Brentuximab Vedotin in Advanced-Stage Mycosis Fungoides/Sézary Syndrome with Low CD30 Expression: Real-World Data from the German Cutaneous Lymphoma Network
Christoph Blazejak, Mathias Oymanns, René Stranzenbach, Uwe Hillen, Christina Mitteldorf, Jan P. Nicolay, Marion Wobser, Philipp Schrüfer, Janika Gosmann, Ulrike Wehkamp, Nina Booken, Alexander Kreuter, Edgar Dippel, Claus-Detlev Klemke, Maria Weyermann, Rudolf Stadler

TL;DR
This study shows that the drug Brentuximab Vedotin can still help some patients with advanced skin lymphomas even when a key protein (CD30) is present in low amounts.
Contribution
The study provides real-world evidence that Brentuximab Vedotin is effective in patients with low CD30 expression, a group previously understudied.
Findings
53.1% of patients with low CD30 expression responded to Brentuximab Vedotin treatment.

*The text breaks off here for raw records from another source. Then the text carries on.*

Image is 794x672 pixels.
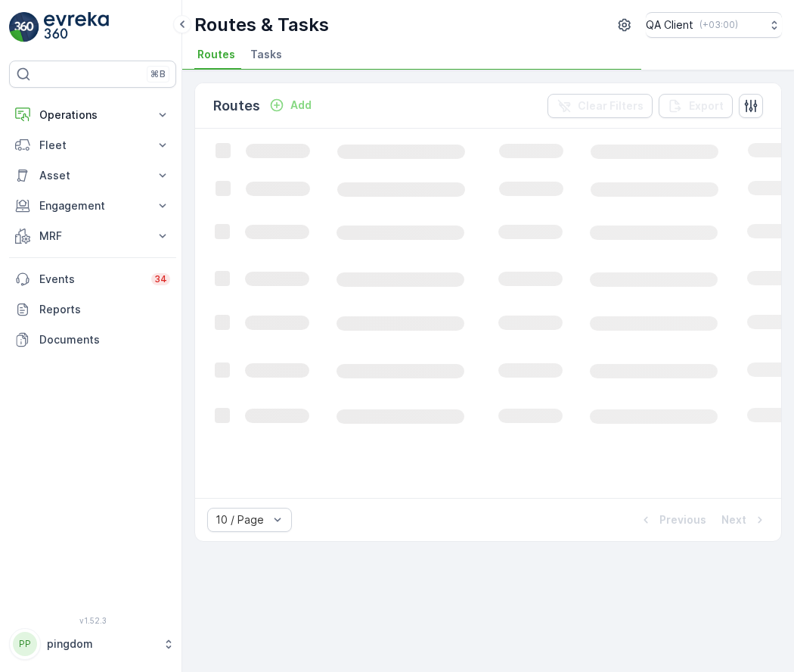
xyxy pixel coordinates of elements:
span: Tasks [251,47,282,62]
div: PP [13,632,37,655]
button: Engagement [9,191,176,221]
img: logo [9,12,39,42]
p: Reports [39,302,170,317]
p: Routes & Tasks [195,13,329,37]
p: Documents [39,332,170,347]
img: logo_light-DOdMpM7g.png [44,12,109,42]
button: Fleet [9,130,176,160]
p: ⌘B [150,68,166,81]
a: Events34 [9,264,176,294]
p: Clear Filters [578,98,644,113]
p: Routes [213,95,260,117]
button: Export [658,93,733,118]
button: QA Client(+03:00) [646,12,782,37]
p: Export [689,98,724,113]
p: Add [291,97,312,113]
p: Operations [39,107,146,123]
p: Asset [39,168,146,183]
button: MRF [9,221,176,252]
p: Fleet [39,138,146,152]
p: ( +03:00 ) [700,19,738,31]
span: Routes [198,47,235,62]
p: Previous [659,512,707,528]
p: Next [721,512,747,528]
p: pingdom [47,636,155,651]
p: MRF [39,228,146,244]
button: Add [263,96,317,114]
button: Previous [637,511,709,529]
span: v 1.52.3 [9,616,176,625]
p: Events [39,271,142,287]
p: 34 [154,273,167,285]
button: Clear Filters [547,93,652,118]
button: PPpingdom [9,628,176,659]
button: Next [720,511,769,529]
a: Reports [9,294,176,324]
button: Asset [9,160,176,191]
p: Engagement [39,198,146,213]
a: Documents [9,324,176,355]
button: Operations [9,100,176,130]
p: QA Client [646,18,694,32]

Median progression-free survival was 4.0 months, and time to next treatment was 7.3 months.
Results suggest the drug is a viable option for this patient group despite low CD30 levels.
Abstract
Advanced-stage mycosis fungoides (MF) and Sézary syndrome (SS) are aggressive cutaneous T-cell lymphomas with limited treatment options and poor prognosis. Brentuximab vedotin (BV), an anti-CD30 antibody–drug conjugate, has shown high efficacy in patients with CD30 expression ≥ 10%, but data in low-CD30-expressing tumors are limited. This retrospective multicenter study evaluated 32 patients with advanced MF/SS and CD30 expression < 10% treated with standard-dose BV. All patients had received prior systemic therapies (median: 3). The overall response rate (ORR) was 53.1%, including 12.5% complete and 40.6% partial responses. Median progression-free survival (PFS) was 4.0 months, and median time to next treatment (TTNT) was 7.3 months. These results indicate that BV can induce meaningful responses even in tumors with low CD30 expression. Our findings support the use of BV as a…

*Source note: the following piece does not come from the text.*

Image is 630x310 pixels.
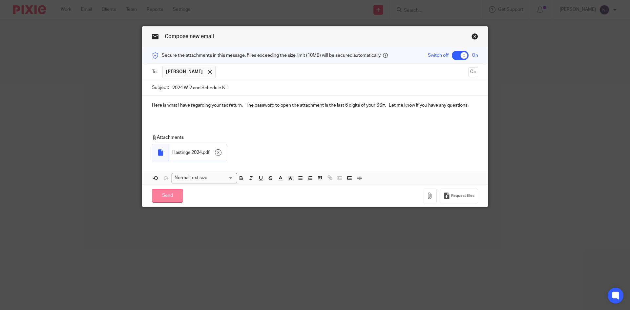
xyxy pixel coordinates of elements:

Genes, proteins, chemicals, diseases, species, mutations and cell lines named across the full text — each resolved to its canonical identifier and authoritative record.
Click any figure to enlarge with its caption.
Figure 1Peer Reviews
No public reviews on file for this paper yet. If you reviewed it on a platform where reviews are public (OpenReview, ICLR, NeurIPS, ICML), you can paste yours below so the community can read it here.
Videos
No videos yet. Explain this paper in a talk, walkthrough, or lecture? Add one.
Taxonomy
TopicsCutaneous lymphoproliferative disorders research · Lymphoma Diagnosis and Treatment · Chronic Lymphocytic Leukemia Research
1. Introduction
Primary cutaneous T-cell lymphomas (CTCL) comprise a heterogeneous group of non-Hodgkin lymphomas characterized by the infiltration of malignant T cells into the skin, with potential progression to extracutaneous organs in advanced stages, but without systemic manifestation at the time of diagnosis [1]. Mycosis fungoides (MF) is the most common subtype, typically exhibiting an indolent course in the early stages of the disease. Five-year survival exceeds 90% in stage IA MF but declines profoundly to approximately one-third once extracutaneous dissemination occurs [2,3,4]. CTCL remains relatively rare compared with systemic lymphomas, with an estimated incidence of ~1 per 100,000 persons and a median age at diagnosis of 55–60 years [5,6,7].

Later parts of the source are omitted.